Monday, May 11, 2009

Please BC, Say No to STV

Election day is fast approaching in British Columbia. The advocates for STV are making their final pushes. Here's Andrew Coyne's epic. The question for British Columbians is simple, what is more important: accountability or proportionality. The system that was proposed by the Citizens' Assembly is designed to try to appease the ivory tower concern of proportionality. Proportionality is something that is only useful to political parties, not voters. You are asked on election day, under both First-Past-The-Post and STV, to choose representative(s) for your part of the province to represent you in Victoria. You are not asked which political party most closely resembles your political phillosophy. You are asked to elect someone from your community (hopefully) to be your voice in government. One of the measures that you may choose to use in making your decision is partisan affiliation. Certainly the performance of a given candidate's party in the legislature is important. However, there are other variables in your decisions. Do you think the candidate is qualified to do the job? Do you think the candidate has your best interests at heart? These variables among thousands of others, may distort the statistical calculations of academics, they may confound the pundits paid to predict and pontificate. This doesn't make these considerations less valid. British Columbians vote on more than partisan identification. They should have an electoral system that seeks to do more than provide "justice" to political parties.

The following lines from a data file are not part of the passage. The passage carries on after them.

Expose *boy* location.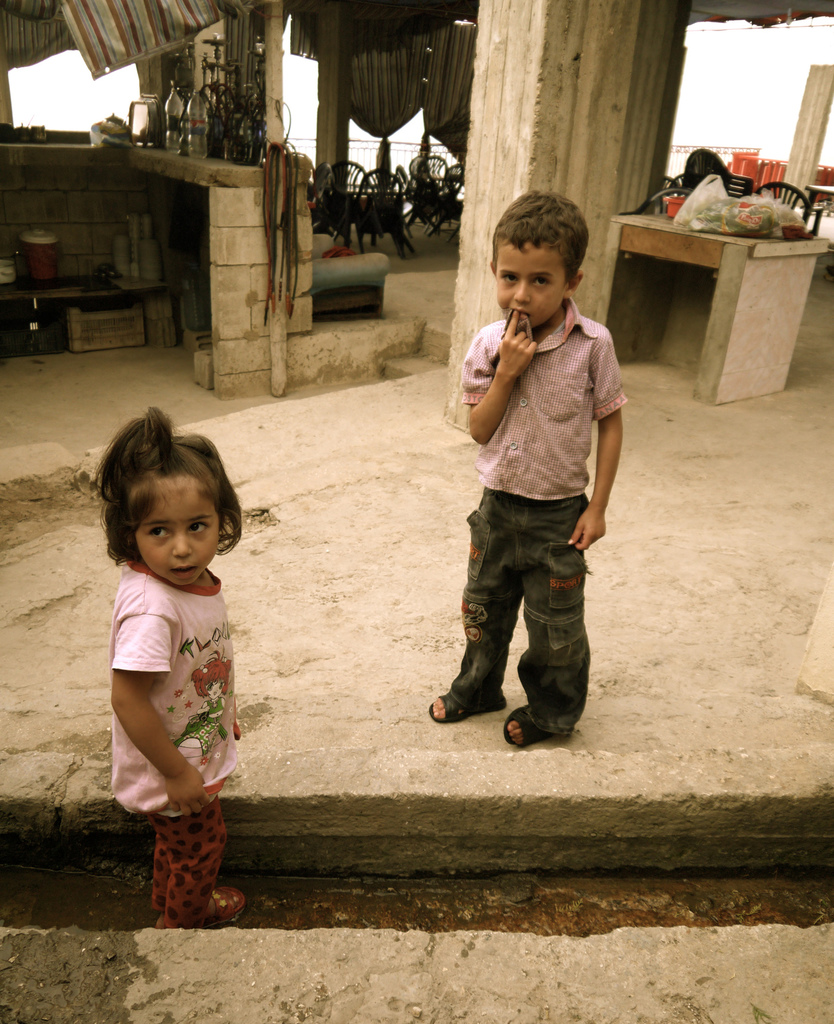
Exposed at (x1=428, y1=191, x2=618, y2=748).
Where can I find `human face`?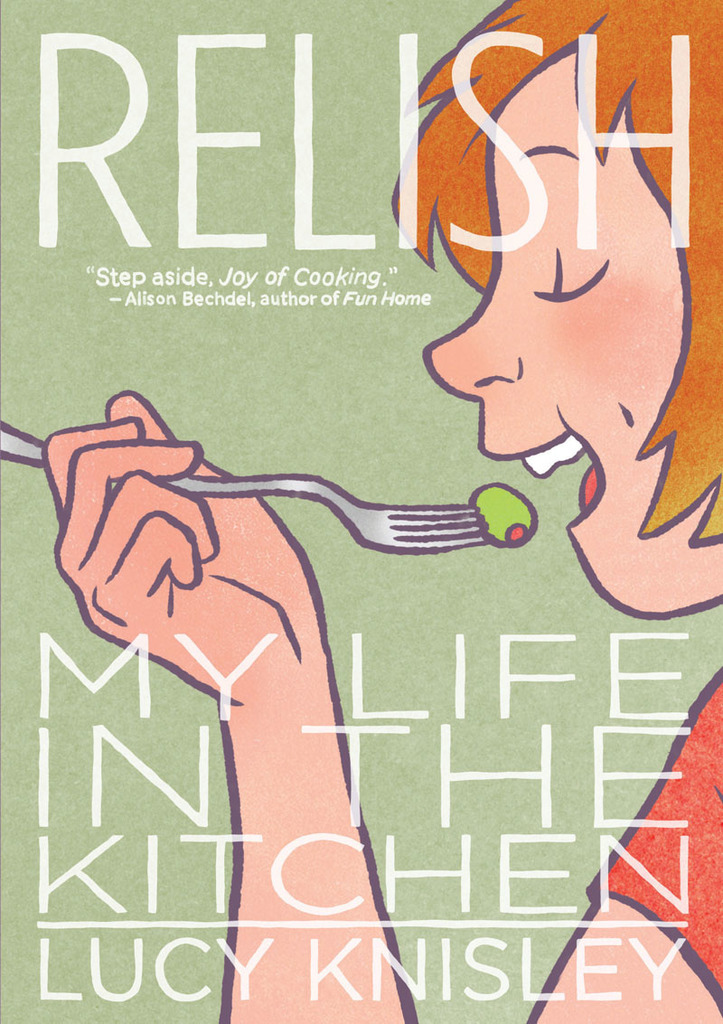
You can find it at crop(423, 53, 722, 622).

Representative democracy can only function if the representatives are held accountable by their members. British Columbians know that a "safe seat" is never safe in BC. The history of BC politics is littered with politicians who thought they could coast to re-election. Social Credit rose and fell in British Columbia. A government was reduced to almost nothing in British Columbia. A Prime Minister lost her seat in British Columbia. British Columbians hold their elected officials to account. It is a proud tradition that speaks to the basic ideals of representative democracy. STV promises that everyone will win. It lives up to that promise. It would only take 12.5% of the population of Victoria to keep an MLA in the legislature. How easy will it be for an established politician to find 12.5% on name recognition alone? Only a single member plurality system like the current First Past the Post system can provide true accountability. Only under FPTP can the people of BC truly strike the necessary fear into the hearts of their politicians. Only under FPTP will politicians pause before acting against the interests of their constituents.

Do not be distracted by the utopians promises of STV proponents. Politics aren't perfect anywhere. It cannot be as it is fundamentally a construct of imperfect people. No electoral system will make our politics more civilized. No electoral system will make politicians keep campaign promises. Utopia comes from the Greek for "No Place". Don't vote for an electoral system as a road to something that doesn't exist. On election day, vote for the electoral system that will allow you to keep politicians accountable when they screw up instead of voting for a system in the hopes that politicians will never screw up again.

2 comments:

Dunkler said...

"The system that was proposed by the Citizens' Assembly is designed to try to appease the ivory tower concern of proportionality. Proportionality is something that is only useful to political parties, not voters"

Having grown out in Alberta, I can tell you "proportionality" is most certainly not some "ivory tower concern". In our last election, the PCs won an overwhelming majority with only 23.4% of eligible voter support (40% turnout, 53% support). In 1993, 108,883 NDP voters failed to elect a single candidate. If you're a left-of-centre voter in Alberta, you may as well live in feudal state for all the say you get in how the province is currently run.

The metric by which we should judge the effectiveness of any democratic system should be "how well does it create governments that reflect the public's wishes". In this respect, FPTP does a fairly poor job.

Anonymous said...

If it is more important to have someone elected to represent your geographical location than someone who reflects your political philosophy, then there should be no need for political parties at all. Everyone should run as an independent and the most popular individual will prevail. C'mon now. This is politics not high school. Everyone should vote for the representative whose political party affiliation best matches their own. This will always reflect the true democratic will of the people.